No — not in the same sense. Anabolic androgenic steroids suppress the hypothalamic-pituitary-testicular (HPT) axis, which requires post-cycle therapy (SERMs like tamoxifen/clomiphene) to restore endogenous testosterone production. Research peptides, including GH secretagogues, do not suppress testosterone production. The 'break' required after GH peptides is for GHSR receptor resensitization — allowing the pituitary to restore normal GH pulse amplitude — not hormonal axis recovery. The term 'PCT' in the peptide context refers colloquially to the off-cycle break, not pharmaceutical hormone therapy.
What happens if you don't take a break from GH peptides?
Continuous GH secretagogue use without cycling is thought to produce receptor desensitization — progressive reduction in GH pulse amplitude as GHSR downregulates and somatostatin tone increases. Practically, this means diminishing returns: peptides that initially produced noticeable GH effects (improved recovery, body composition changes) become progressively less effective. Additionally, chronically elevated IGF-1 — a downstream effect of sustained GH elevation — is associated with theoretical but uncertain long-term risks. The formal data on continuous-use consequences in humans is limited; the cycling recommendation is precautionary.
Does stopping semaglutide or tirzepatide require a break protocol?

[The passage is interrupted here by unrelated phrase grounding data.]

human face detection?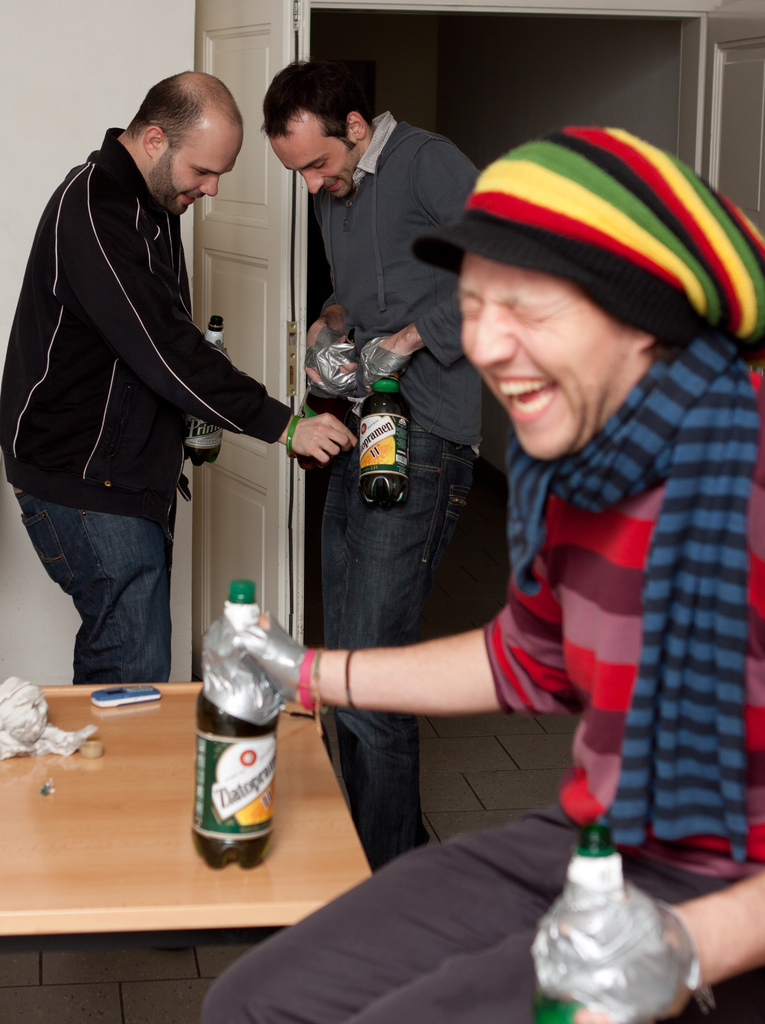
(152,127,245,221)
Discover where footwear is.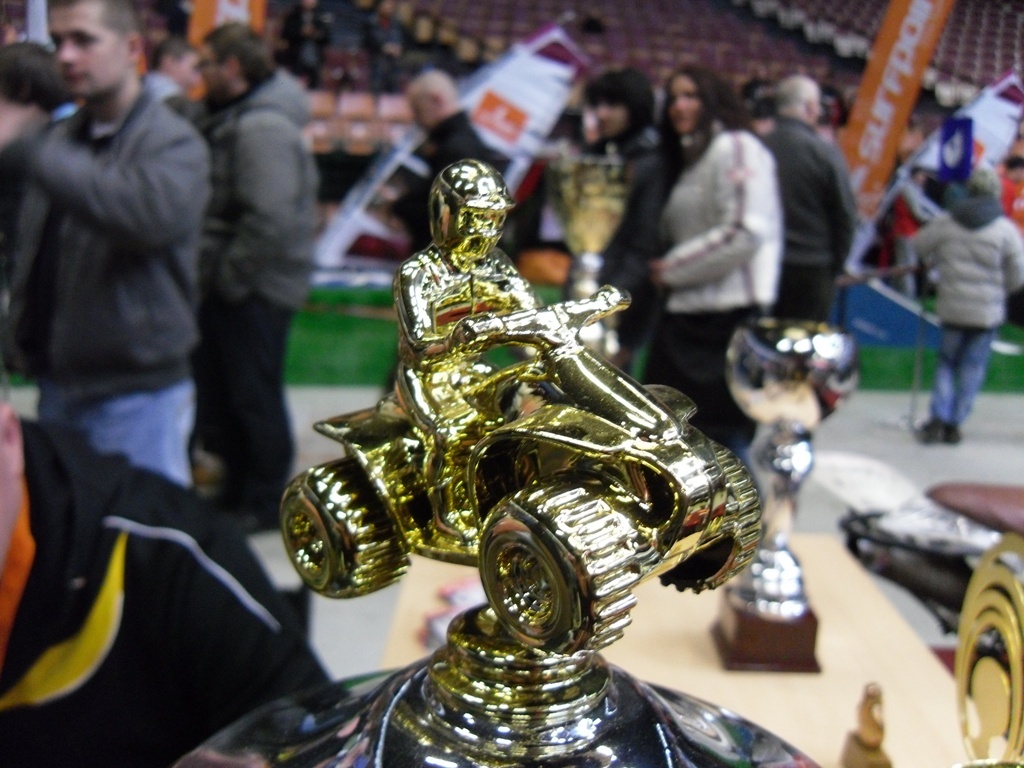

Stopping GLP-1 or GLP-1/GIP agonists has a predictable consequence: weight regain. Wilding et al. (PMID 35441470) showed that 1 year after stopping semaglutide, participants regained approximately 66% of the weight lost during the trial. This is not receptor desensitization — it is the natural consequence of removing a pharmacological appetite suppressant. There is no 'break protocol' that mitigates this; the current evidence-based approach is indefinite chronic use if the treatment is effective, not cycling. GLP-1/GIP agonists are metabolic disease drugs, not performance compounds — the cycling model doesn't apply.